> I often feel more like a disembodied observer of the world around me, rather than an active participant. > Far more of my mental energy is spent navigating the realm of ideas than identifying with the persona that is everything that everyone else identifies with me, so I tend to think far more about what ought to be done than about how I feel about things.
This sounds pretty similar to myself, therefore I have some questions:
In the past did you have a lot of overwhelmingly intense emotions? Do you sometimes go from almost non-awareness of feeling (or feeling but weakly) to overwhelming emotion in a very short span? Does encountering information also bring with it emotions? Do you have alexithymia? Are you able to enter your body and basically stay there for 30 minutes without returning to analysis or abstract thought? Does doing this affect your emotions at all?
Is there an internal sense that there is a part of your mind that is ‘personality’+‘analysis/thoughts’, and a part that is ‘where all of the qualia happens’? Possibly also with a third part that is ‘emotions’? These might be divided a bit differently.
For me, the ‘where all of the qualia happens’ component was acting as a blockade between ‘thoughts’ and ‘emotions’ - it enabled thinking to happen even during intense emotions, but seems to have caused alexithymia. And ‘pushing that to the side’ makes intense emotions available to my sense of experiencing things, and thus available for thinking about/analyzing. Instead of being inaccessible.
All of this happened because as a child during tantrums I set up a ‘mental space’ where I could perform logic and analysis even while having extremely intense emotions. This seems to be why people say that I am ‘like a robot’ or ‘an absurdly analytical person’ - because I am actively suppressing emotions through that dissociated? state. All the time.
So you might get some benefit from seeing what happens if you go from disembodied to embodied for a while. And put away any tools which keep you in that state.
> I often feel more like a disembodied observer of the world around me, rather than an active participant.
> Far more of my mental energy is spent navigating the realm of ideas than identifying with the persona that is everything that everyone else identifies with me, so I tend to think far more about what ought to be done than about how I feel about things.
This sounds pretty similar to myself, therefore I have some questions:
In the past did you have a lot of overwhelmingly intense emotions? Do you sometimes go from almost non-awareness of feeling (or feeling but weakly) to overwhelming emotion in a very short span?
Does encountering information also bring with it emotions?
Do you have alexithymia?
Are you able to enter your body and basically stay there for 30 minutes without returning to analysis or abstract thought? Does doing this affect your emotions at all?
Is there an internal sense that there is a part of your mind that is ‘personality’+‘analysis/thoughts’, and a part that is ‘where all of the qualia happens’? Possibly also with a third part that is ‘emotions’? These might be divided a bit differently.
For me, the ‘where all of the qualia happens’ component was acting as a blockade between ‘thoughts’ and ‘emotions’ - it enabled thinking to happen even during intense emotions, but seems to have caused alexithymia. And ‘pushing that to the side’ makes intense emotions available to my sense of experiencing things, and thus available for thinking about/analyzing. Instead of being inaccessible.
All of this happened because as a child during tantrums I set up a ‘mental space’ where I could perform logic and analysis even while having extremely intense emotions.
This seems to be why people say that I am ‘like a robot’ or ‘an absurdly analytical person’ - because I am actively suppressing emotions through that dissociated? state. All the time.
So you might get some benefit from seeing what happens if you go from disembodied to embodied for a while. And put away any tools which keep you in that state.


# [Goal of the exercise]
Exact copies of the lines from the one holding "Provide the bounding box for *human hair*." through the last line of the entries below are to be printed, with pictures omitted.

Phrase grounding data
►

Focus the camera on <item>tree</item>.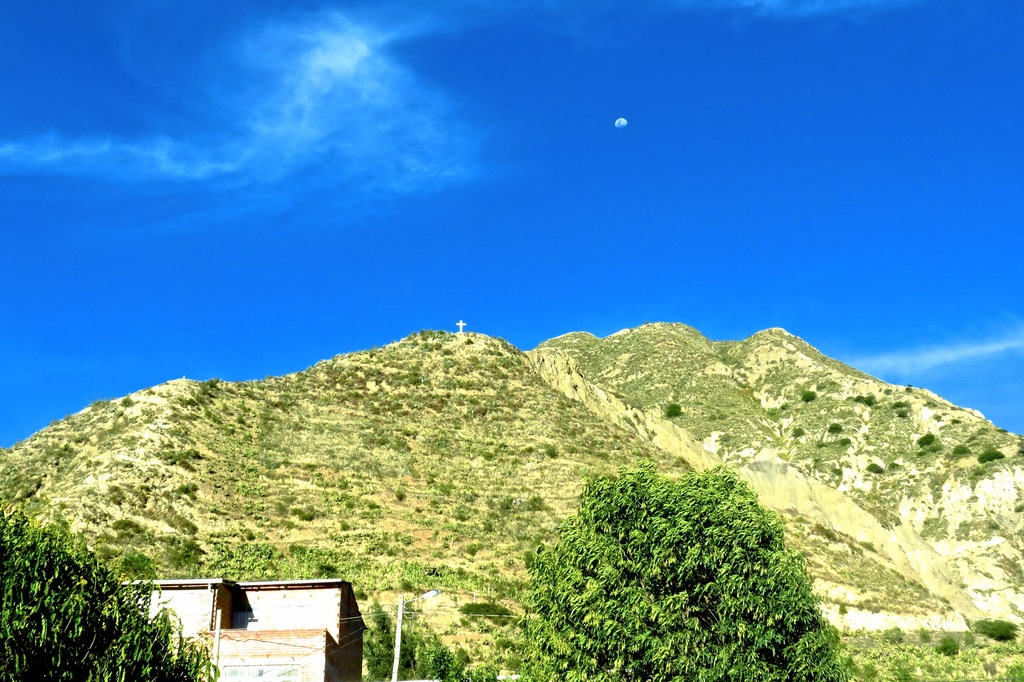
Focus region: <box>394,488,407,501</box>.
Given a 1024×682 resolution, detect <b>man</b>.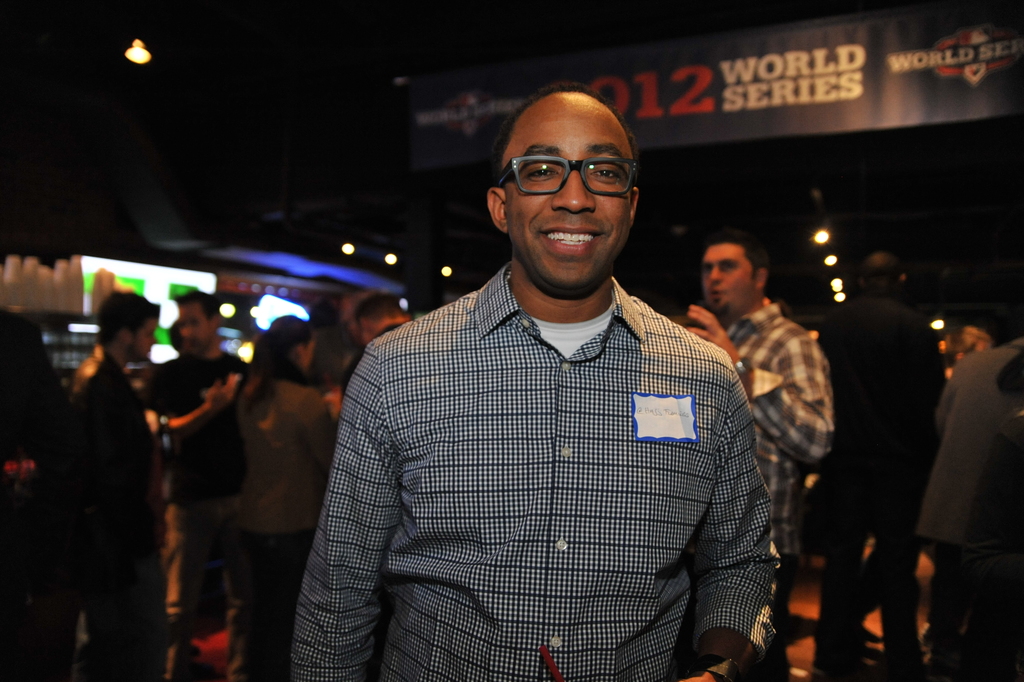
crop(922, 336, 1023, 681).
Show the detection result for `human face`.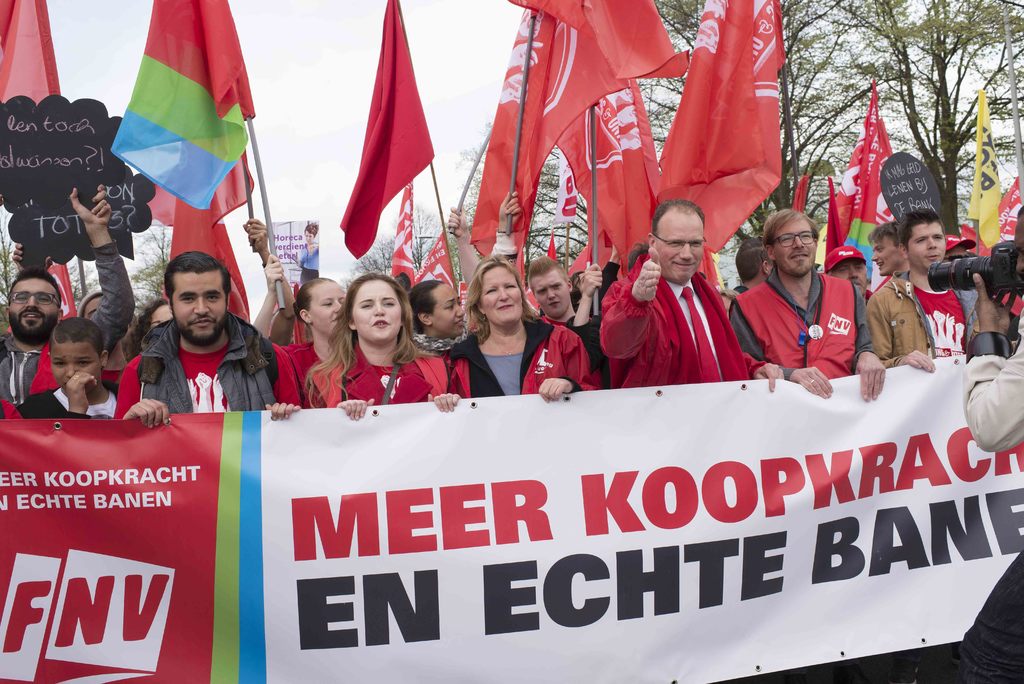
872,240,898,266.
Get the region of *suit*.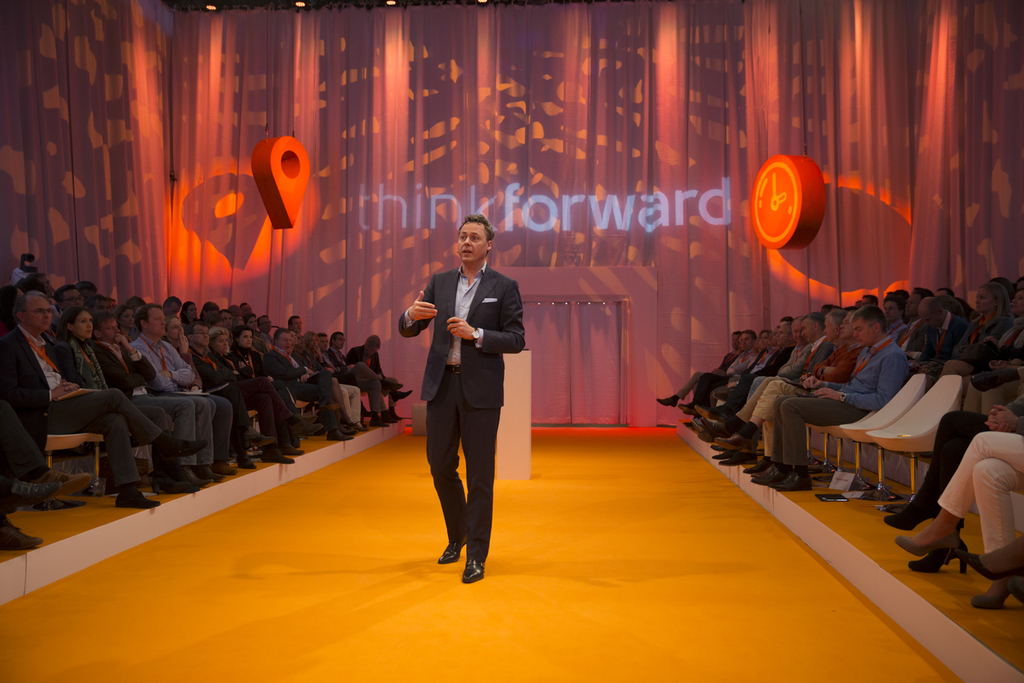
BBox(0, 327, 166, 497).
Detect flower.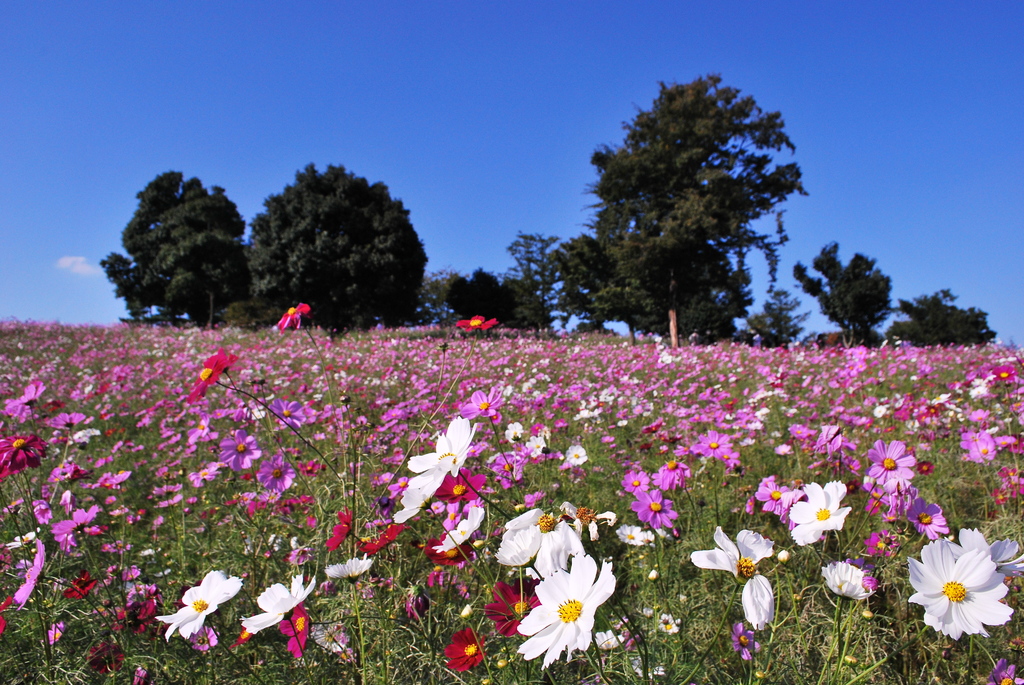
Detected at bbox=(424, 530, 477, 563).
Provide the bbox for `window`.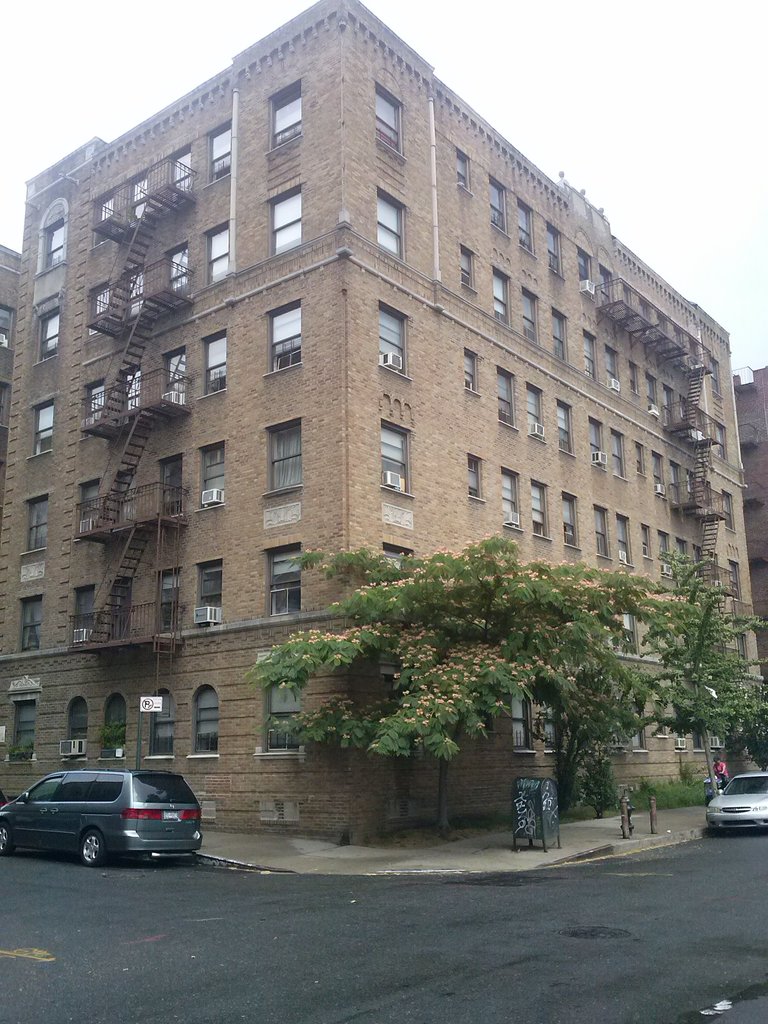
(left=109, top=572, right=135, bottom=632).
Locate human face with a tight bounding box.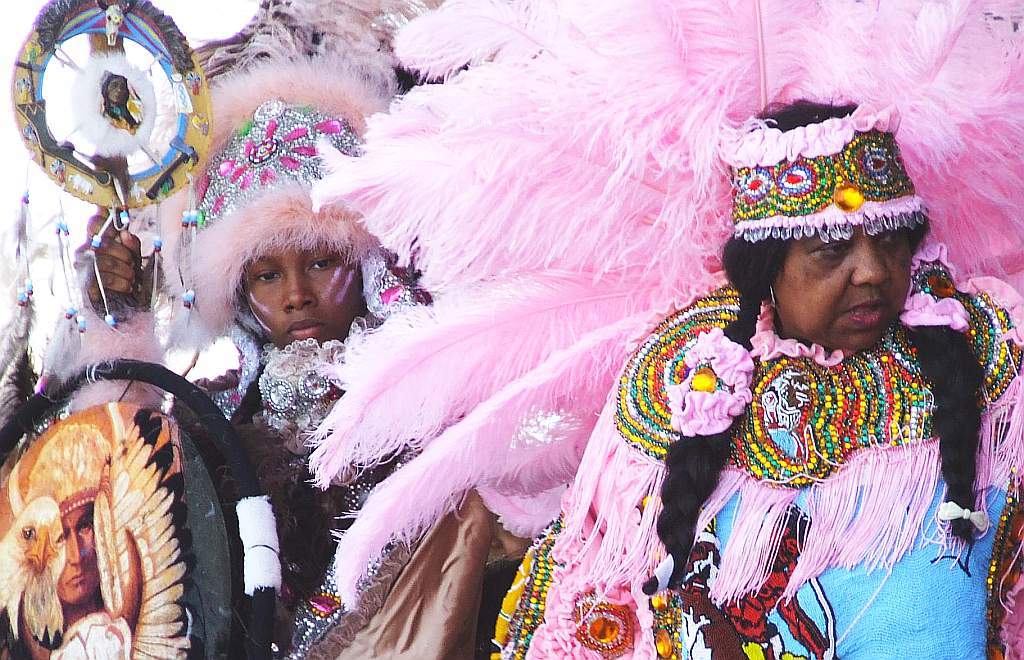
rect(245, 239, 364, 346).
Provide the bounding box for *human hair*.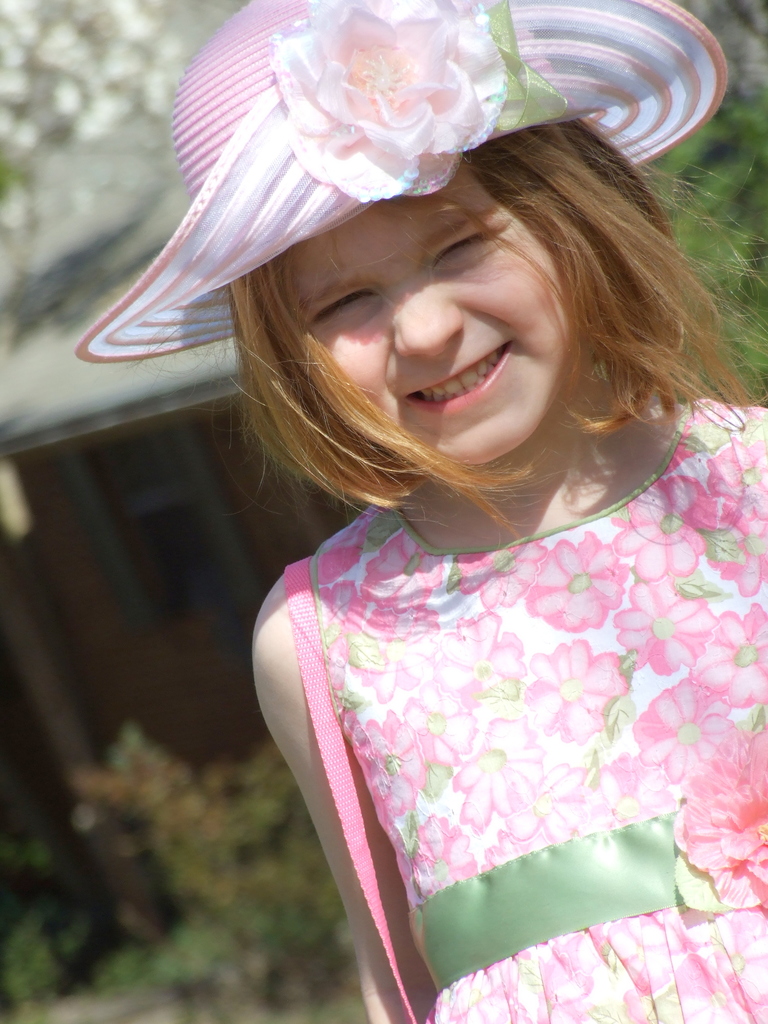
[left=141, top=156, right=726, bottom=558].
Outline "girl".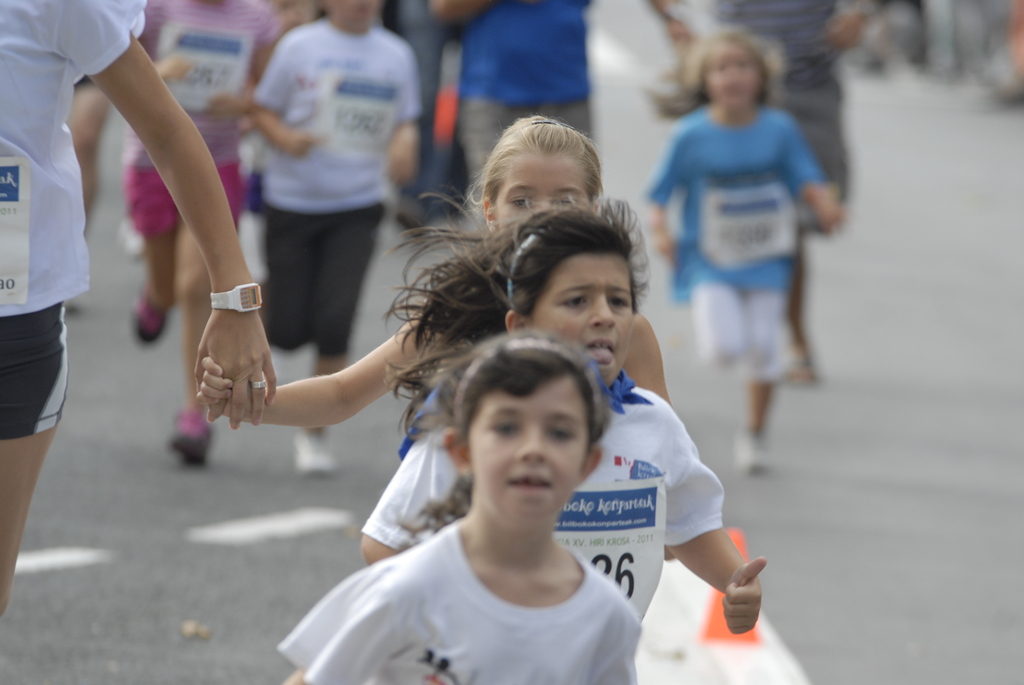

◄

# [Answer to the problem]
Provide the bounding box for *human hair*.
[left=141, top=156, right=726, bottom=558].
Outline "girl".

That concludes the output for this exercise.